Friday, December 10, 2010

POST.MOD.IN.CAT'S.CRADLE

Kurt Vonnegut’s Cat’s Cradle is considered a postmodern text in that it exemplifies many displays of anti-form or more specifically, anti-art.  According to Jim Powell in Postmodernism for Beginners, “Postmodernists often create, compose, or paint entirely by chance--- spilling or throwing paint on canvasses, randomly determining the pitch and duration of musical notes in a melody, seeking to de-define art--- to create non-art or anti-art” (18). Postmodernists try to see the world as it is for what it is in the present, reflecting on the complexity and diversity of life. They express what they see and feel into this form of non-art, finding new ways that could represent life in it’s wholly matter.
For example, in finding Newt, Jonah comes upon Newt’s painting, all “small and black and warty… consist[ing] of scratches made in… black… [and] framed in a misty view of the sky, sea, and  valley” (Vonnegut 164). Such an empty and solid color came to life in the hands of Newton. Particularly, the color of black against the view is something to take note of; however, in comparing it to the world, the picture seems to reflect the emptiness of the world, despite all the happiness we see. Like the random strokes of black, life is shown to be just as haphazard in its truth. In addition, when Angela played her clarinet, she “went from liquid lyricism to rasping lechery to the shrill skittishness of a frightened child, to a heroin nightmare” (Vonnegut 182). Her music flowed right through her soul and poured over into life. Although her music played in tuned to another, her form of art went against whatever was there originally and was blasted into the formation of a more perplexed emotion, plainly showing her lack of happiness in the world.    Further more, even the house where Jonah resided displayed an amount of postmodernism, having an effect that “was not so much to enclose as to announce that a man had been whimsically busy there” (Vonnegut 163). 
well, that's all i have time for; sorry it was mostly all CD and not enough analysis to back it up. time has ran out.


### Task goal
Gather all lines in the entries below that include the word "clipboard".

### Data in this exercise
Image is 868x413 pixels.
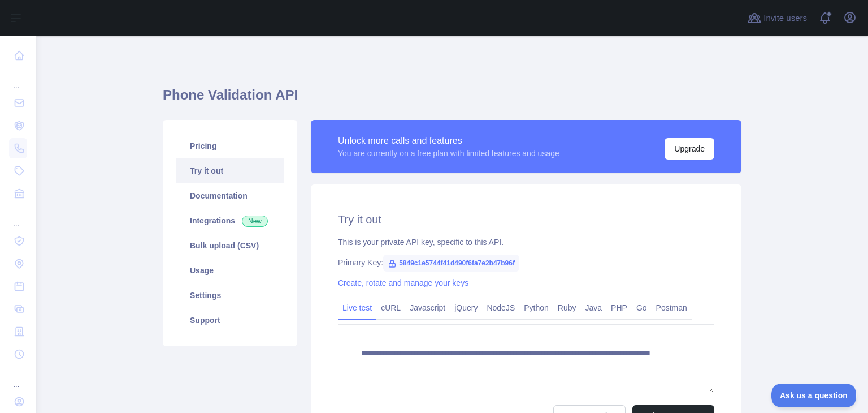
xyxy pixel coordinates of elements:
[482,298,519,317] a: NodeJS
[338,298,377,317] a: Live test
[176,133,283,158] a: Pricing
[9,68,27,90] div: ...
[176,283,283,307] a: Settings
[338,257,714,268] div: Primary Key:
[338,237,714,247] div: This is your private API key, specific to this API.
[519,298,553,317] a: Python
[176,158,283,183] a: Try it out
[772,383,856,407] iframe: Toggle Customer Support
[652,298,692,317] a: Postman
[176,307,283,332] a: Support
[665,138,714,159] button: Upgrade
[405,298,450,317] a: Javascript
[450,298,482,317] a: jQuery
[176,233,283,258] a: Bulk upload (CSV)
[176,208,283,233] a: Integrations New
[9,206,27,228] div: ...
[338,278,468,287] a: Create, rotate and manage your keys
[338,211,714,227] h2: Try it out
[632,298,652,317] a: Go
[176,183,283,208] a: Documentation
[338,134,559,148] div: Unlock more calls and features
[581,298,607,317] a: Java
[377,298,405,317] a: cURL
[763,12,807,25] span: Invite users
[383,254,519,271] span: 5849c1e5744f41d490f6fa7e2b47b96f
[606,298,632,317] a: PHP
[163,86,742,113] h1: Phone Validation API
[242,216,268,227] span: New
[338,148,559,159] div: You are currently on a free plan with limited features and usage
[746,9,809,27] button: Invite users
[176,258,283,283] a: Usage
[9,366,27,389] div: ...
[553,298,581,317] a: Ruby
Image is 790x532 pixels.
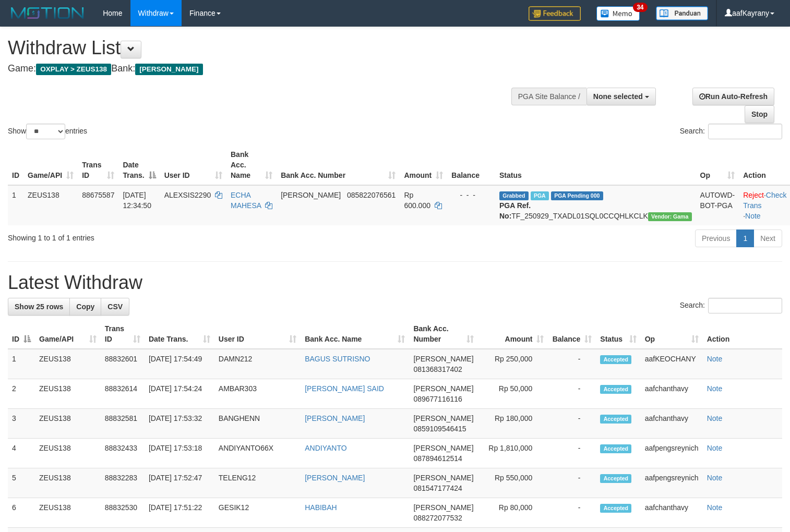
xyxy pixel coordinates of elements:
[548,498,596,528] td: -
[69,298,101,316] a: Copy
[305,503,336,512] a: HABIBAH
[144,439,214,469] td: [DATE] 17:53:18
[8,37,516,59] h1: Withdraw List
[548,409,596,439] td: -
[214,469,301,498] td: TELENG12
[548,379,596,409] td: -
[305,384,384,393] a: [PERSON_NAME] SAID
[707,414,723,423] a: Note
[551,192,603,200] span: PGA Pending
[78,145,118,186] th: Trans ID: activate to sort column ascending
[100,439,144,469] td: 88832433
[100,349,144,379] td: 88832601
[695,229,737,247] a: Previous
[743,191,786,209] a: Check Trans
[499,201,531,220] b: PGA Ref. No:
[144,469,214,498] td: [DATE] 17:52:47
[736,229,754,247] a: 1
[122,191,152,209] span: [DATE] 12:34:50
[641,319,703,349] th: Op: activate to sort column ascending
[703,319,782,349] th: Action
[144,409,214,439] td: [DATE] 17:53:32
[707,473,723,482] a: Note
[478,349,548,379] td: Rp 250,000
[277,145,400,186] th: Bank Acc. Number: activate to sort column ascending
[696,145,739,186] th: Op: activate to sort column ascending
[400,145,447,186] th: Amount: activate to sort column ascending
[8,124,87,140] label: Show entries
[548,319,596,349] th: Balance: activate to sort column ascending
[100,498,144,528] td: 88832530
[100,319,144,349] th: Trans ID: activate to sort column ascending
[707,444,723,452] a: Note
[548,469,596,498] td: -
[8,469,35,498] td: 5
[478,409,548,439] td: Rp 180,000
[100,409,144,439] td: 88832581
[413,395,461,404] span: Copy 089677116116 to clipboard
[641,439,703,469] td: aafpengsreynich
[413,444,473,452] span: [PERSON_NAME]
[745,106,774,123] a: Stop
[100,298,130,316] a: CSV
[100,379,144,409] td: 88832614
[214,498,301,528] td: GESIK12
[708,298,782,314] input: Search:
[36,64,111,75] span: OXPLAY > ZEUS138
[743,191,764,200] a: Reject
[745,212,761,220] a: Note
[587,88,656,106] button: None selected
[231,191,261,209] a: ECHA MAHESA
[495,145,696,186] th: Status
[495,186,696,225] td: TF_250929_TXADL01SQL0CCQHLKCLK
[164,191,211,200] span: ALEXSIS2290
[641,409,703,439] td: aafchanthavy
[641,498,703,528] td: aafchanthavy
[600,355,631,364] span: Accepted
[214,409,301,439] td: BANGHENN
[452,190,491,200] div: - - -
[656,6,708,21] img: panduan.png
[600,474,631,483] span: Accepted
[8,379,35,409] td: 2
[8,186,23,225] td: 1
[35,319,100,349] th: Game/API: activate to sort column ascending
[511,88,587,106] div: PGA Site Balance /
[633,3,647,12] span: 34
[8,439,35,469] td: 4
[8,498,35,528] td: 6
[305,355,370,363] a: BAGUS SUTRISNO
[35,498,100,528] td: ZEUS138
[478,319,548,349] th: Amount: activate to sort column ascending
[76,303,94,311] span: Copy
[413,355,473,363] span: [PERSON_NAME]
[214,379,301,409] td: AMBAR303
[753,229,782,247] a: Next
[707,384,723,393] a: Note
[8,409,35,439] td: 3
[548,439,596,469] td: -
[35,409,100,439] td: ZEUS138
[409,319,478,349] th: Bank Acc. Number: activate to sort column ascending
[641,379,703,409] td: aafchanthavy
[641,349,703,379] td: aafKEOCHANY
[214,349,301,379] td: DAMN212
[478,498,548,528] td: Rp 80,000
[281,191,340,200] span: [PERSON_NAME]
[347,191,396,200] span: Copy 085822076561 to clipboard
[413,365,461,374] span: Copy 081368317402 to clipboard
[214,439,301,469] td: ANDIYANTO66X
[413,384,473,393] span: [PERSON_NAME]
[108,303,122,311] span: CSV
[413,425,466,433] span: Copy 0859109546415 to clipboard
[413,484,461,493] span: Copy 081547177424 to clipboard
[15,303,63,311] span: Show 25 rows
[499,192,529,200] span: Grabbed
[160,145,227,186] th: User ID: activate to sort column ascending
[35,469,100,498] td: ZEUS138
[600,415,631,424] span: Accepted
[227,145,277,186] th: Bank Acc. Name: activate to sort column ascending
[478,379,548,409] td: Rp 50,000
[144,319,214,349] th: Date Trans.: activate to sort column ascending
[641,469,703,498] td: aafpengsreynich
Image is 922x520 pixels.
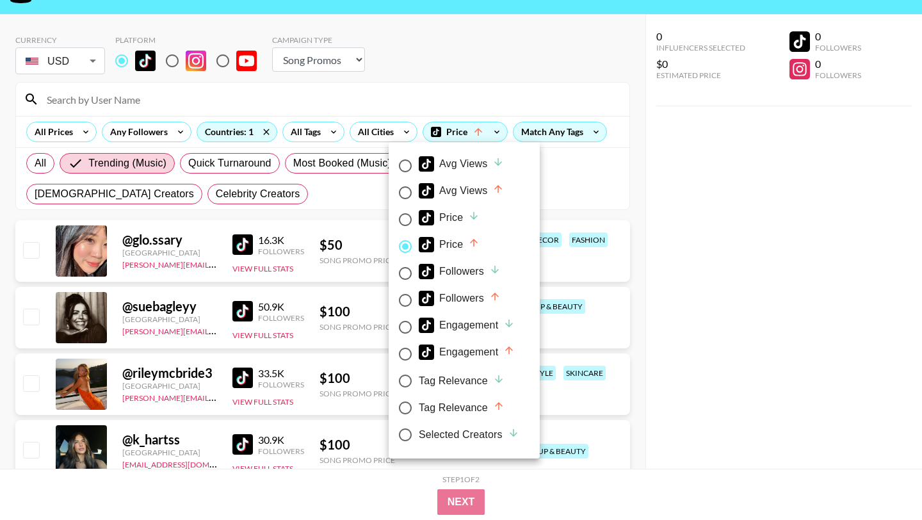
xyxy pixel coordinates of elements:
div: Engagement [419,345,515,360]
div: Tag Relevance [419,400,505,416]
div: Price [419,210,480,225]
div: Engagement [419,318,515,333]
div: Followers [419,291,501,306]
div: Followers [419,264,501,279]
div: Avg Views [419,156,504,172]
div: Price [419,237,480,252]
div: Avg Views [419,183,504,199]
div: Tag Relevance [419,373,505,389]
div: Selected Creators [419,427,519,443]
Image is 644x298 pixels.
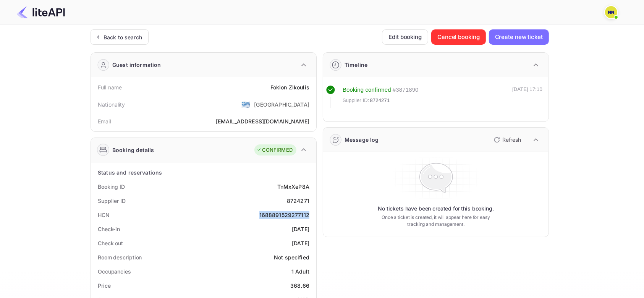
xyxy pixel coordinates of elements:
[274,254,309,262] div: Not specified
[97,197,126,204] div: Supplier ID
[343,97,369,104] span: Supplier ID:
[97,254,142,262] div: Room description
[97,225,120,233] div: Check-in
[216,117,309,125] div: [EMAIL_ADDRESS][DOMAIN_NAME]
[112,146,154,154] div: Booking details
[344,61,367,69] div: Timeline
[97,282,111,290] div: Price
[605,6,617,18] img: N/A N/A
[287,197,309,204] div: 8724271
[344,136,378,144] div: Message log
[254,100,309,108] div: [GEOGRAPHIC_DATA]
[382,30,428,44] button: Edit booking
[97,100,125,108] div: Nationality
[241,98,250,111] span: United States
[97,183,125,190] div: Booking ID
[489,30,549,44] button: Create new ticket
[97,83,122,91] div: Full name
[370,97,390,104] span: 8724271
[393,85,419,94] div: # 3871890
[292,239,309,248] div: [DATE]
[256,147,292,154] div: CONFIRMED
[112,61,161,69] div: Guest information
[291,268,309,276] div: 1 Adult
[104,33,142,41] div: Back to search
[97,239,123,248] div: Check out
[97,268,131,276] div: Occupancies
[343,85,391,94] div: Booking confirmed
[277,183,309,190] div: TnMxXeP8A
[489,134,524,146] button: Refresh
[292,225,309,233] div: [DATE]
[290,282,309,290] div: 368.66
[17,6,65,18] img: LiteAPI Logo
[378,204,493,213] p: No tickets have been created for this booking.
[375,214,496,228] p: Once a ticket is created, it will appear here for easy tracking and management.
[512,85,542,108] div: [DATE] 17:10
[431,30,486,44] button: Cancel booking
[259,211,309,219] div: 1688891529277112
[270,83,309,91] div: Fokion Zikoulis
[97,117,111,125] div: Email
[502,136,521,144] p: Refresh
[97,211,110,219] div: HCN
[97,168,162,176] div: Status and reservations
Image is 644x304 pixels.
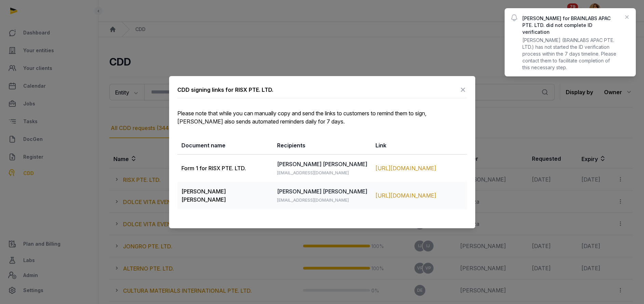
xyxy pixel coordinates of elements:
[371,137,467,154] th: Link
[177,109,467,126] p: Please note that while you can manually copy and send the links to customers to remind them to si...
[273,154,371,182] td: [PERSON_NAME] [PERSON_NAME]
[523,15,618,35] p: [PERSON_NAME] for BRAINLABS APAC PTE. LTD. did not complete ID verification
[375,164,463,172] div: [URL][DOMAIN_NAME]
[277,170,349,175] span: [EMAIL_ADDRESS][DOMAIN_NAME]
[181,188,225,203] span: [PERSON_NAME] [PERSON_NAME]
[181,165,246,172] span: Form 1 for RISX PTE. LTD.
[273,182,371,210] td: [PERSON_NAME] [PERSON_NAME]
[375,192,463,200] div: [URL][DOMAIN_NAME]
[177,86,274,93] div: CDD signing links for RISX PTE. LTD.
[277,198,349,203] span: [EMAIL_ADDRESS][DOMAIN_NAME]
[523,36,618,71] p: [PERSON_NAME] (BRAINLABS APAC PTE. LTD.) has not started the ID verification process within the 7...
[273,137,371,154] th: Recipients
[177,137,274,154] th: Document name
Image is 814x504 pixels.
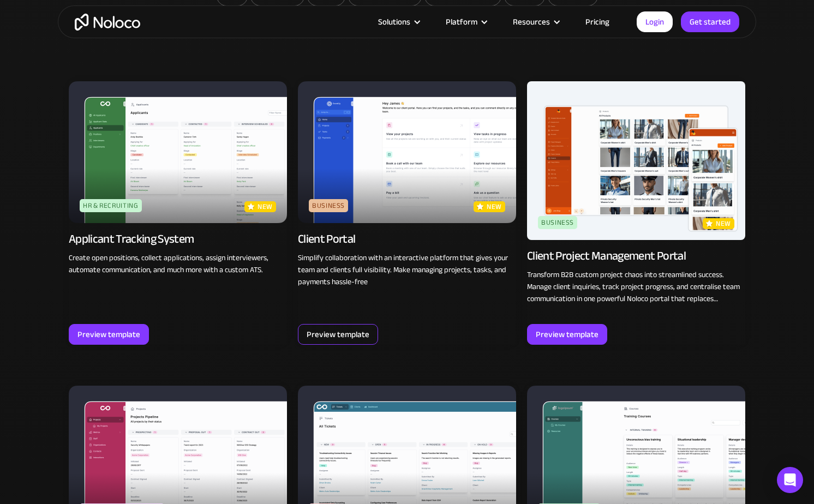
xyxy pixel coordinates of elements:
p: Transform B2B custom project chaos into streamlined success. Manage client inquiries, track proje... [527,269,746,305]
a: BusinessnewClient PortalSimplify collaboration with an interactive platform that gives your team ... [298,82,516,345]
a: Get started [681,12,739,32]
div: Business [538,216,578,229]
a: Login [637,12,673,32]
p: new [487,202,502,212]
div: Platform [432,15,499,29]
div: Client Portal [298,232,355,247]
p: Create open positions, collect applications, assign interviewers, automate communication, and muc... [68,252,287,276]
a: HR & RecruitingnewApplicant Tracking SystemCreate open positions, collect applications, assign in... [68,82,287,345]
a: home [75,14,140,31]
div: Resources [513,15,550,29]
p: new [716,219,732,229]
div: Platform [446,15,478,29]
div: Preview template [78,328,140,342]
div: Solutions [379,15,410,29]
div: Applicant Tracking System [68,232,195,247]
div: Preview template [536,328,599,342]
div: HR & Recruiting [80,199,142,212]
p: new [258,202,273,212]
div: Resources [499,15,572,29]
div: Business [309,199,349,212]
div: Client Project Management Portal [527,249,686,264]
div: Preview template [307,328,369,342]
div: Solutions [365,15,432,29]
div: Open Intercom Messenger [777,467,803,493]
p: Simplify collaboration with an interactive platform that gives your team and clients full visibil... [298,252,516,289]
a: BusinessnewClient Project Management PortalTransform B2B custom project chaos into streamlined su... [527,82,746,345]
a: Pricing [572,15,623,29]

### Response below
[413,395,461,404] span: Copy 089677116116 to clipboard
[347,191,396,200] span: Copy 085822076561 to clipboard
[413,365,461,374] span: Copy 081368317402 to clipboard
[413,425,466,433] span: Copy 0859109546415 to clipboard
[413,484,461,493] span: Copy 081547177424 to clipboard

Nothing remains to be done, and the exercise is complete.